Egyptians on segregated Cairo bus
Egyptians on segregated Cairo busIsrael news photo: Flash 90

Egypt has slammed its inclusion by the United States on a list of nations that violate the religious rights of their citizens, found in the Executive Summary of the U.S. State Department's annual International Religious Freedom Report.

A spokesman for Egypt’s Foreign Ministry told reporters on Saturday that no country should give itself the right to act as a monitoring body on other sovereign nations. “Each country can understand its own problems and challenges and work on them efficiently,” the spokesman said in a statement.

Egypt is found on a list of 30 nations where “violations of religious freedom have been noteworthy” in the report’s Executive Summary. 

The United States itself does not appear on the list; according to Secretary of State Hillary Clinton, reports on domestic violations of religious freedom are prepared and issued separately and periodically throughout the year.

Striking was the lack of any mention of the harassment, official and otherwise, visited upon the small Jewish community in Egypt.

Egypt’s largest Jewish house of worship, downtown Cairo’s Sha’ar HaShamayim synagogue, was targeted by an Arab terrorist in February who attempted to set the building ablaze with an explosive suitcase. Sha’ar HaShamayim is the synagogue in which Israeli diplomats pray when they visit Cairo.

One month later, the Egyptian government announced it would not allow Jews to pray in Cairo’s newly-restored Maimonides Synagogue. The announcement came in retaliation for Israel’s security response to Arab rioting on the Temple Mount.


*ASSIGNED TASK:*
Review the listing and copy each line that holds the word "Channels".
□ □ □ □ □ □ □
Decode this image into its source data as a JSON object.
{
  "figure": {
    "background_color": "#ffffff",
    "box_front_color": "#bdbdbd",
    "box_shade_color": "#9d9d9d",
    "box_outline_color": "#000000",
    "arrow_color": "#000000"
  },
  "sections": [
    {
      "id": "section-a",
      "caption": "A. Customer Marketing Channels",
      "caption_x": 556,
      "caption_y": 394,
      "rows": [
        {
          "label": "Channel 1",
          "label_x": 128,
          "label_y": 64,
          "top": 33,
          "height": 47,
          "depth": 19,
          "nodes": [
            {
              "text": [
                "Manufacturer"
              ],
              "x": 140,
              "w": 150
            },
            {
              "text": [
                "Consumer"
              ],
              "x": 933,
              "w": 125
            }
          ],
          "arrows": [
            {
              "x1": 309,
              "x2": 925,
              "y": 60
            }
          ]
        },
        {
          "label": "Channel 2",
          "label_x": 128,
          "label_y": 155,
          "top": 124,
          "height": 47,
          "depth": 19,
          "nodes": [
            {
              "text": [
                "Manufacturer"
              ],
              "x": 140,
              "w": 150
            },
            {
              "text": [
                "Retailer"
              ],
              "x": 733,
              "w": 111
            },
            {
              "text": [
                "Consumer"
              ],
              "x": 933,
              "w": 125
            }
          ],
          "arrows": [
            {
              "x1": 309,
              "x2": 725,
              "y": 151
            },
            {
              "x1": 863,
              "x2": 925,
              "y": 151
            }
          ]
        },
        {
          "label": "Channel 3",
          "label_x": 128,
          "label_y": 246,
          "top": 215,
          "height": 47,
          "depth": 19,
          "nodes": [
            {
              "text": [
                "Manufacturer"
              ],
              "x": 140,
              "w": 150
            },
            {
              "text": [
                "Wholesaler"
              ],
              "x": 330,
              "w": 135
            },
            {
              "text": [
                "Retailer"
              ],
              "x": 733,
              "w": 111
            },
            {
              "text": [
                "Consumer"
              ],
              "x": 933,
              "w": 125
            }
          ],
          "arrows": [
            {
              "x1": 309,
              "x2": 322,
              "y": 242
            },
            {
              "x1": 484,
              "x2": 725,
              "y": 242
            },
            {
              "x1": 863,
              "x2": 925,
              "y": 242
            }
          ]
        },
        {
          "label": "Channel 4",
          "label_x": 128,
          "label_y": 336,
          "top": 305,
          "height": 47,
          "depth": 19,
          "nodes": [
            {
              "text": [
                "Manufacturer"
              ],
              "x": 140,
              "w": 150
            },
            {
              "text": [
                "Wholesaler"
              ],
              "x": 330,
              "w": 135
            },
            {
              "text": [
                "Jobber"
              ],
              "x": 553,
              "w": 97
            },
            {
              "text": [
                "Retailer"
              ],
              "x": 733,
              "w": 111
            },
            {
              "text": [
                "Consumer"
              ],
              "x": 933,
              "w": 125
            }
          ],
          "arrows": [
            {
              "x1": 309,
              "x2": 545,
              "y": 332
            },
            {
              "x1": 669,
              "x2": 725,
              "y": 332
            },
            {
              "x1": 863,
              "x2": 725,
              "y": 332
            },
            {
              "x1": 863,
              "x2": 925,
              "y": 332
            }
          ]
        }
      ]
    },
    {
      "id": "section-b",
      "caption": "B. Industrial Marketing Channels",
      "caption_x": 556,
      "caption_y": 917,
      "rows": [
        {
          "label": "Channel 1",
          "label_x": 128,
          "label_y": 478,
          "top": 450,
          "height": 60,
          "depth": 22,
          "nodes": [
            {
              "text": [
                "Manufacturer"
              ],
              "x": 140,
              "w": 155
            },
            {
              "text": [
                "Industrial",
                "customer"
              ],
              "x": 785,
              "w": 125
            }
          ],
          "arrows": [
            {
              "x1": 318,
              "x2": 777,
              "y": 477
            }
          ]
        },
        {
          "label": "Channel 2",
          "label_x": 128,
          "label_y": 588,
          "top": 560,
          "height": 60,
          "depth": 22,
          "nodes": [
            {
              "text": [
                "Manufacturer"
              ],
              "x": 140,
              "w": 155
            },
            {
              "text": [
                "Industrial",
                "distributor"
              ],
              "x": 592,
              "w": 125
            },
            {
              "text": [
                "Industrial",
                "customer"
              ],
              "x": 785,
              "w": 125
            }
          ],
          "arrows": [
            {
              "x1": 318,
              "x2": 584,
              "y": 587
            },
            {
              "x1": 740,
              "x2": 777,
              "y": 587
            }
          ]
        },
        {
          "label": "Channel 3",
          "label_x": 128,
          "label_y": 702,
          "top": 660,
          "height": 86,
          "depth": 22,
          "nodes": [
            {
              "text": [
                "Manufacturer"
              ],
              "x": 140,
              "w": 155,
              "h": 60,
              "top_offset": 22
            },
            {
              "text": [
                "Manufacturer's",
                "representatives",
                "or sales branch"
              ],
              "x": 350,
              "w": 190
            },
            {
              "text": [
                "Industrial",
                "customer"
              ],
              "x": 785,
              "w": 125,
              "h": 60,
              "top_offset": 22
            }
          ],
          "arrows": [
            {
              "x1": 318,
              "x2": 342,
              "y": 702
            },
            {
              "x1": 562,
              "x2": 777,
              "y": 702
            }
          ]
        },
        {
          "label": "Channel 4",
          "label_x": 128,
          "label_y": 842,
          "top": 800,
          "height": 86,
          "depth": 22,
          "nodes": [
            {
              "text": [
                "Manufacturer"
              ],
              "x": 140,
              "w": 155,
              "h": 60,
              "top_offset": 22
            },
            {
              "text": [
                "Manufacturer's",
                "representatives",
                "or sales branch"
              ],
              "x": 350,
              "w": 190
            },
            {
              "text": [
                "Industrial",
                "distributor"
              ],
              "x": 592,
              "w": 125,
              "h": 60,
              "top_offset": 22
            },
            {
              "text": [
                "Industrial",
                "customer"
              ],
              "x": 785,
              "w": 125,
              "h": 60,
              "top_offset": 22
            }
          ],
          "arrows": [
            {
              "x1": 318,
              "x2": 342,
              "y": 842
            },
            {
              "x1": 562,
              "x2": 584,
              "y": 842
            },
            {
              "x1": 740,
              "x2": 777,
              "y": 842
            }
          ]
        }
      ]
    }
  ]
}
□ □ □ □ □ □ □
*THE ANSWER:*
      "caption": "A. Customer Marketing Channels",
      "caption": "B. Industrial Marketing Channels",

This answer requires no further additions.